Queen Mary, the widow of George V, and grandmother of the Queen, died at Marlborough House on 24 March 1953, a few months before the Coronation. She was eighty-five years old. Unusually for a Queen consort, an official biography was commissioned. The last similar exercise was the life of the Prince Consort, commissioned by Queen Victoria. The task was entrusted to James Pope- Hennessy. Pope-Hennessy embarked on his three year quest for Queen Mary in 1955. It was to take him to many royal courts and to the lunch and tea tables of retired courtiers and Ladies-in-Waiting. He had access to a great number of private documents. He was shown royal residences both in England and in Europe. Part of the time he lived at a guesthouse in Bodensee, in Germany, where the cost of living was cheaper and he was able to write quietly. As he went along, he kept notes about who he met and what he saw. Pope-Hennessy had not intended the notes of his royal interviews to be published for fifty years (i.e. until 2009). He described them as follows: To supplement the manuscript and printed sources I kept a private and confidential file recording in considerable detail the conversations I had both with Queen Mary s immediate descendants, related German, Danish and Norwegian royalty and with surviving members of the Court of King George V and Queen Mary. None of these interviews have been published, nor could they be until a lapse of fifty years. They are strictly confidential and form, I believe, a not uninteresting study of royal psycholology as it was and as it largely remains today. In THE QUEST FOR QUEEN MARY Hugo Vickers tells the story of the book and places these figures in context.

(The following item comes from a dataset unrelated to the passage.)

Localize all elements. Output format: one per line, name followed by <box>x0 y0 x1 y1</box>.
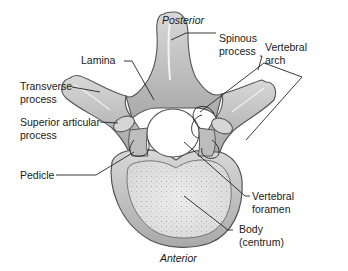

Queen Mary (born of Teck) is perhaps one of the most overlooked of the British Queens. She had been engaged to her future husband’s elder brother, Prince Albert Victor, Duke of Clarence and Avondale but he died just six weeks after the announcement of the engagement. She then married the Duke of York, the future King George V and was his Queen consort from 1910. They went on to have six children together, though the youngest, Prince John, suffered from epilepsy and he died at the age of 13. She survived her husband and lived through the reigns of her sons, the disastrous King Edward VIII and King George VI. In 1952, her eldest grandchild became Queen Elizabeth II and Mary died the following year, leaving instructions that her granddaughter’s coronation was not to be postponed.
James Pope-Hennessy was commissioned to write her official biography, which was released in 1959. The Quest for Queen Mary is edited by Hugo Vickers and contains the many notes Pope-Hennessy made in his quest for Queen Mary, including interviews with foreign royalty and nobility. This makes it really quite a special book and offers a unique insight into not only Pope-Hennessy method but also into Queen Mary’s life.
The Quest for Queen Mary is available now in both the UK and the US.